If you’re looking to make big profits in the energy sector, renewable energy stocks are the best choice; here are 2 aggressive ways to play the sector, notes Timothy Lutts, editor of Cabot Stock of the Week.

Plug Power (PLUG) is a stock I’ve known since 2000, when it was one of the tech stocks that flew to giddy heights in the final phase of the dot-com bubble — and then crash-landed.

Basically, it was ahead of its time. The stock had another strong run in 2013 — but that too was followed by years of retrenching, and now here we are again, with PLUG strong technically and, hopefully, strong financially as well.
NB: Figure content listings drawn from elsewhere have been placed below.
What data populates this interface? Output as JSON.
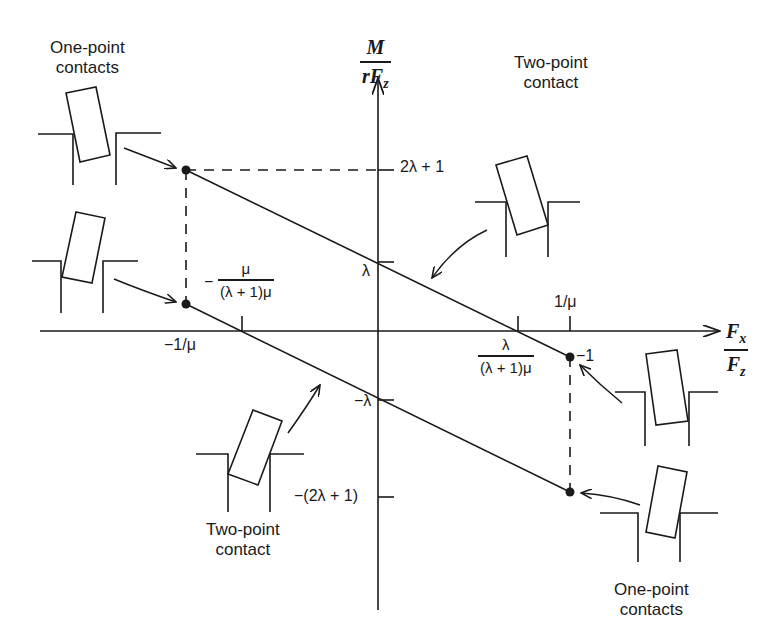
{
  "diagram": {
    "type": "friction-moment line diagram (peg-in-hole contact states)",
    "axes": {
      "y_label": {
        "numerator": "M",
        "denominator": "rF_z"
      },
      "x_label": {
        "numerator": "F_x",
        "denominator": "F_z"
      }
    },
    "y_ticks": {
      "top": "2λ + 1",
      "lambda": "λ",
      "neg_lambda": "−λ",
      "bottom": "−(2λ + 1)"
    },
    "x_ticks": {
      "neg_inv_mu": "−1/μ",
      "inv_mu": "1/μ",
      "neg_frac_num": "μ",
      "neg_frac_den": "(λ + 1)μ",
      "neg_frac_sign": "−",
      "pos_frac_num": "λ",
      "pos_frac_den": "(λ + 1)μ",
      "minus_one": "−1"
    },
    "captions": {
      "top_left": [
        "One-point",
        "contacts"
      ],
      "top_right": [
        "Two-point",
        "contact"
      ],
      "bottom_left": [
        "Two-point",
        "contact"
      ],
      "bottom_right": [
        "One-point",
        "contacts"
      ]
    },
    "icons": [
      "peg-tilted-one-point-upper-left",
      "peg-tilted-one-point-mid-left",
      "peg-tilted-two-point-upper-right",
      "peg-tilted-two-point-lower-left",
      "peg-tilted-one-point-mid-right",
      "peg-tilted-one-point-lower-right"
    ],
    "colors": {
      "ink": "#1a1a1a",
      "background": "#ffffff"
    }
  }
}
To be clear, Plug Power is not a dot-com stock; its technology is based on fuel cells, which use hydrogen today to generate electricity in the harshest off-grid environments, which power electric industrial vehicles like forklifts, and which will soon be powering on-road vehicles as well — as the hydrogen market develops.
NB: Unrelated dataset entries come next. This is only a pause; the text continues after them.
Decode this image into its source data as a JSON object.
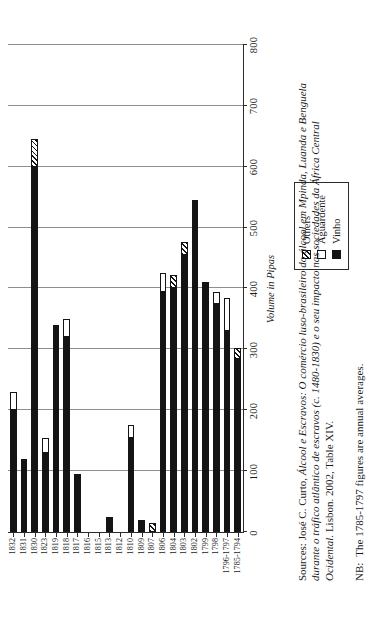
{
  "chart_data": {
    "type": "bar",
    "orientation": "horizontal",
    "title": "",
    "xlabel": "Volume in Pipas",
    "ylabel": "",
    "xlim": [
      0,
      800
    ],
    "xticks": [
      0,
      100,
      200,
      300,
      400,
      500,
      600,
      700,
      800
    ],
    "grid": true,
    "legend_position": "bottom-right",
    "stacked": true,
    "categories": [
      "1785-1794",
      "1796-1797",
      "1798",
      "1799",
      "1802",
      "1803",
      "1804",
      "1806",
      "1807",
      "1809",
      "1810",
      "1812",
      "1813",
      "1815",
      "1816",
      "1817",
      "1818",
      "1819",
      "1823",
      "1830",
      "1831",
      "1832"
    ],
    "series": [
      {
        "name": "Vinho",
        "color": "#141414",
        "values": [
          285,
          330,
          375,
          410,
          545,
          455,
          400,
          395,
          0,
          20,
          155,
          0,
          25,
          0,
          0,
          95,
          320,
          340,
          130,
          600,
          120,
          200
        ]
      },
      {
        "name": "Aguardente",
        "color": "#ffffff",
        "values": [
          0,
          55,
          20,
          0,
          0,
          0,
          0,
          30,
          0,
          0,
          20,
          0,
          0,
          0,
          0,
          0,
          30,
          0,
          25,
          0,
          0,
          30
        ]
      },
      {
        "name": "Others",
        "color": "hatched",
        "values": [
          18,
          0,
          0,
          0,
          0,
          22,
          22,
          0,
          15,
          0,
          0,
          0,
          0,
          0,
          0,
          0,
          0,
          0,
          0,
          45,
          0,
          0
        ]
      }
    ],
    "legend": [
      "Others",
      "Aguardente",
      "Vinho"
    ]
  },
  "legend": {
    "items": [
      {
        "label": "Others",
        "style": "hatched"
      },
      {
        "label": "Aguardente",
        "style": "white"
      },
      {
        "label": "Vinho",
        "style": "black"
      }
    ]
  },
  "axis": {
    "value_title": "Volume in Pipas",
    "value_ticks": [
      "0",
      "100",
      "200",
      "300",
      "400",
      "500",
      "600",
      "700",
      "800"
    ]
  },
  "source": {
    "label": "Sources:",
    "line1_plain": "José C. Curto,",
    "line1_italic": "Álcool e Escravos: O comércio luso-brasileiro do álcool em Mpinda, Luanda e Benguela",
    "line2_italic": "durante o tráfico atlântico de escravos (c. 1480-1830) e o seu impacto nas sociedades da África Central",
    "line3_italic": "Ocidental.",
    "line3_plain": "Lisbon. 2002, Table XIV."
  },
  "note": {
    "label": "NB:",
    "text": "The 1785-1797 figures are annual averages."
  }
}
By the end of 2020, the firm expects to have shipped 40,000 fuel cells, to have more than 100 fueling stations, and to be through-putting more than 40 tons of hydrogen per day.

Financially, the company has not yet turned profitable, and there are no profits visible in the year ahead, but 2019 saw revenues of $230 million, up 28% from the year before and 2020 should see revenues of $335 million, up 46% from last year.
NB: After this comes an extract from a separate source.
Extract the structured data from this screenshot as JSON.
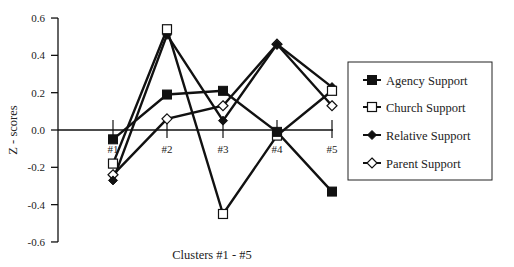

As for the stock, it’s hot, hitting new highs. Given its history, there’s reason to be leery of PLUG, but I wouldn’t argue with the stock today.

Bloom Energy (BE) is a fuel cell stocks. These cells generate electricity from natural gas, biogas or hydrogen to provide highly reliable on-site power to liberate businesses (like Walmart, Ikea, Oracle and eBay) from unreliable electric grids.

Bloom’s solid oxide fuel cells are designed as server modules, which are linked together to create a power system that’s as large or small as the customer desires.

At present electricity from such a system is still more expensive than grid power; reliability and low emissions are the attractions. But within the next decade, management expects price parity. And before then, the marine market may take off.

In late June, management disclosed a partnership with Samsung Heavy Industries, which is the world’s third-biggest shipbuilder, to provide power plants for ships (which would help comply with the International Maritime Organization’s mandate to meet emissions reduction targets by 2050).

Revenues in 2019 were $930 million, up 26% from the year before, and are expected to grow to $943 million this year. Earnings are not in sight yet, but the stock has been gaining strength and just recently broke out to a new high  so it can be bought here, too.